The Freeskiing Trifecta

For those of us who’ve been watching as freeski events slowly get added to the Olympic umbrella, the inclusion of Big Air represents the conclusion of a natural cycle. Many ski journalists, including myself, have pointed out the trend of an exciting new “freestyle” sport becoming a structured, FIS-administered affair, losing its mojo in the process, and then giving birth to a newer, more rebellious version of itself that—due to its new and exciting appeal—is eventually reabsorbed into the fold.

The disciplines we now call ski halfpipe, slopestyle and big air were all founded by skiers (heavily influenced by snowboarding, to give credit where it’s due) who turned their back on competitive mogul skiing, right around the same time that that mogul skiing became Olympic. The initial energy of hot-dog skiing in the 1950s and ‘60s had evolved into three FIS-recognized disciplines: moguls, aerials and ski ballet (RIP). Now the cycle’s been completed again in the form of Halfpipe, Slopestyle and Big Air, and the “Fuck FIS” rebels of yesteryear have become today’s national team coaches.

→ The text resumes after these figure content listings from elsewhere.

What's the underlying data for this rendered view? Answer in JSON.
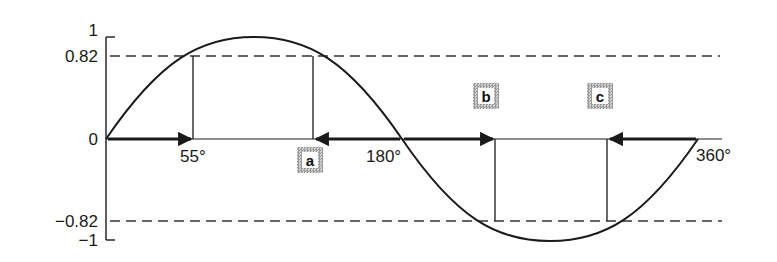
{
  "diagram": {
    "title": "",
    "y_ticks": [
      {
        "label": "1",
        "value": 1
      },
      {
        "label": "0.82",
        "value": 0.82
      },
      {
        "label": "0",
        "value": 0
      },
      {
        "label": "−0.82",
        "value": -0.82
      },
      {
        "label": "−1",
        "value": -1
      }
    ],
    "x_labels": {
      "a55": "55°",
      "a180": "180°",
      "a360": "360°"
    },
    "markers": {
      "a": "a",
      "b": "b",
      "c": "c"
    },
    "curve": "sine, 0° to 360°",
    "reference_level": 0.82,
    "solution_angles": {
      "x1": "55°",
      "a": "a",
      "b": "b",
      "c": "c"
    },
    "colors": {
      "line": "#1a1a1a",
      "dashed": "#333333",
      "marker_fill": "#b0b0b0"
    }
  }
}
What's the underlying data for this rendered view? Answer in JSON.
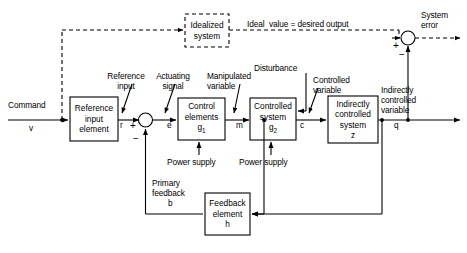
{
  "diagram": {
    "ideal_path_label": "Ideal  value = desired output",
    "system_error_label": "System\nerror",
    "blocks": [
      {
        "id": "reference-input-element",
        "lines": "Reference\ninput\nelement",
        "style": "solid"
      },
      {
        "id": "control-elements",
        "line1": "Control",
        "line2": "elements",
        "line3": "g",
        "sub3": "1",
        "style": "solid"
      },
      {
        "id": "controlled-system",
        "line1": "Controlled",
        "line2": "system",
        "line3": "g",
        "sub3": "2",
        "style": "solid"
      },
      {
        "id": "indirectly-controlled-system",
        "lines": "Indirectly\ncontrolled\nsystem\nz",
        "style": "solid"
      },
      {
        "id": "feedback-element",
        "lines": "Feedback\nelement\nh",
        "style": "solid"
      },
      {
        "id": "idealized-system",
        "lines": "Idealized\nsystem",
        "style": "dashed"
      }
    ],
    "labels": {
      "command": "Command",
      "command_var": "v",
      "reference_input": "Reference\ninput",
      "reference_input_var": "r",
      "actuating_signal": "Actuating\nsignal",
      "actuating_signal_var": "e",
      "manipulated_variable": "Manipulated\nvariable",
      "manipulated_variable_var": "m",
      "disturbance": "Disturbance",
      "controlled_variable": "Controlled\nvariable",
      "controlled_variable_var": "c",
      "indirectly_controlled_variable": "Indirectly\ncontrolled\nvariable",
      "indirectly_controlled_variable_var": "q",
      "primary_feedback": "Primary\nfeedback",
      "primary_feedback_var": "b",
      "power_supply_1": "Power supply",
      "power_supply_2": "Power supply",
      "idealized_system": "Idealized\nsystem",
      "system_error": "System\nerror"
    },
    "signs": {
      "summing_left_plus": "+",
      "summing_left_minus": "−",
      "summing_right_plus": "+",
      "summing_right_minus": "−"
    },
    "colors": {
      "line": "#000000",
      "text": "#000000",
      "background": "#ffffff"
    }
  }
}
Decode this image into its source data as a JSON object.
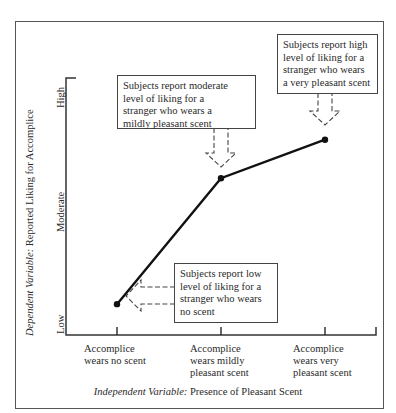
{
  "chart_data": {
    "type": "line",
    "title": "",
    "xlabel": "Independent Variable: Presence of Pleasant Scent",
    "xlabel_italic_prefix": "Independent Variable:",
    "xlabel_rest": " Presence of Pleasant Scent",
    "ylabel": "Dependent Variable: Reported Liking for Accomplice",
    "ylabel_italic_prefix": "Dependent Variable:",
    "ylabel_rest": " Reported Liking for Accomplice",
    "categories": [
      [
        "Accomplice",
        "wears no scent"
      ],
      [
        "Accomplice",
        "wears mildly",
        "pleasant scent"
      ],
      [
        "Accomplice",
        "wears very",
        "pleasant scent"
      ]
    ],
    "y_ticks": [
      "Low",
      "Moderate",
      "High"
    ],
    "ylim": [
      0,
      10
    ],
    "series": [
      {
        "name": "Reported liking",
        "values": [
          1.2,
          6.1,
          7.6
        ]
      }
    ],
    "annotations": [
      {
        "target": 0,
        "lines": [
          "Subjects report low",
          "level of liking for a",
          "stranger who wears",
          "no scent"
        ]
      },
      {
        "target": 1,
        "lines": [
          "Subjects report moderate",
          "level of liking for a",
          "stranger who wears a",
          "mildly pleasant scent"
        ]
      },
      {
        "target": 2,
        "lines": [
          "Subjects report high",
          "level of liking for a",
          "stranger who wears",
          "a very pleasant scent"
        ]
      }
    ],
    "grid": false,
    "legend": "none"
  }
}
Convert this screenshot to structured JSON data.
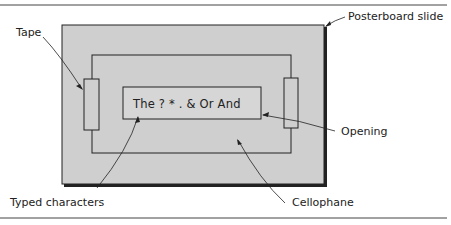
{
  "figure": {
    "labels": {
      "posterboard": "Posterboard slide",
      "tape": "Tape",
      "opening": "Opening",
      "typed_characters": "Typed characters",
      "cellophane": "Cellophane"
    },
    "typed_text": "The ? * . & Or And",
    "colors": {
      "posterboard_fill": "#cfcfcf",
      "line": "#222222",
      "rule": "#444444",
      "background": "#ffffff"
    }
  }
}
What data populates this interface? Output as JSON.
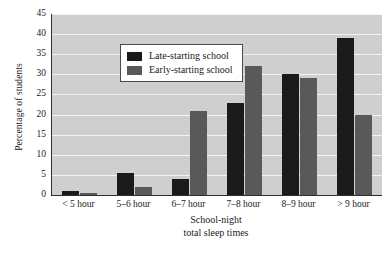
{
  "chart_data": {
    "type": "bar",
    "title": "",
    "xlabel": "School-night total sleep times",
    "xlabel_lines": [
      "School-night",
      "total sleep times"
    ],
    "ylabel": "Percentage of students",
    "categories": [
      "< 5 hour",
      "5–6 hour",
      "6–7 hour",
      "7–8 hour",
      "8–9 hour",
      "> 9 hour"
    ],
    "series": [
      {
        "name": "Late-starting school",
        "color": "#1a1a1a",
        "values": [
          1,
          5.5,
          4,
          23,
          30,
          39
        ]
      },
      {
        "name": "Early-starting school",
        "color": "#595959",
        "values": [
          0.5,
          2,
          21,
          32,
          29,
          20
        ]
      }
    ],
    "ylim": [
      0,
      45
    ],
    "yticks": [
      0,
      5,
      10,
      15,
      20,
      25,
      30,
      35,
      40,
      45
    ],
    "ytick_labels": [
      "0",
      "5",
      "10",
      "15",
      "20",
      "25",
      "30",
      "35",
      "40",
      "45"
    ],
    "grid": true,
    "grid_color": "#f2f2f2",
    "plot_background": "#cfcfcf",
    "legend_position": "upper-left-inside"
  }
}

If you subscribe to this narrative, it’s natural to wonder what the next evolutionary cycle will bring, and herein lies the silver lining. As pipe, slope and big-air inexorably turn into standardized events, we can expect a whole new generation of skiers to rebel against the norm and invent something totally new again—which, doubtless, FIS and the Olympics will be all about in 20 years, give or take. Will Ski Street debut at Reykjavik 2030? Backcountry Freestyle at Astana 2038? New Wave at Dubai 2042? It’s a brave new world out there.

Aerials vs. Big Air

One potential complication for Olympic big-air skiing is that there’s already an Olympic “big air” ski event, and it’s called Aerials—a tightly regulated discipline that the Internet routinely enjoys accusing “modern” big air skiing of turning into. With the two events, the new and the old, appearing side-by-side at the Olympics for the first time, Big Air athletes will surely be motivated to disprove the accusation that “skiing is now aerials” by showing off all the bells and whistles of the new discipline—even if that difference has been reduced to a grab and a switch landing.

 


Aerials: not what we're looking for.

MORE CITY BIG AIRS

Core skiers love to hate on FIS-sanctioned events, but it's hard to argue against an increase in city big-air events. Scaffolding jumps in urban areas attract a lot of attention to the sport, and improvements in design and maintenance techniques mean that competitors can unpack their most impressive tricks in front of big crowds. With FIS World Cup Big Airs bringing freeskiing to the heart of cities like Boston, Milan, Düsseldorf and Quebec City, it's a win-win for spectators and competitors alike.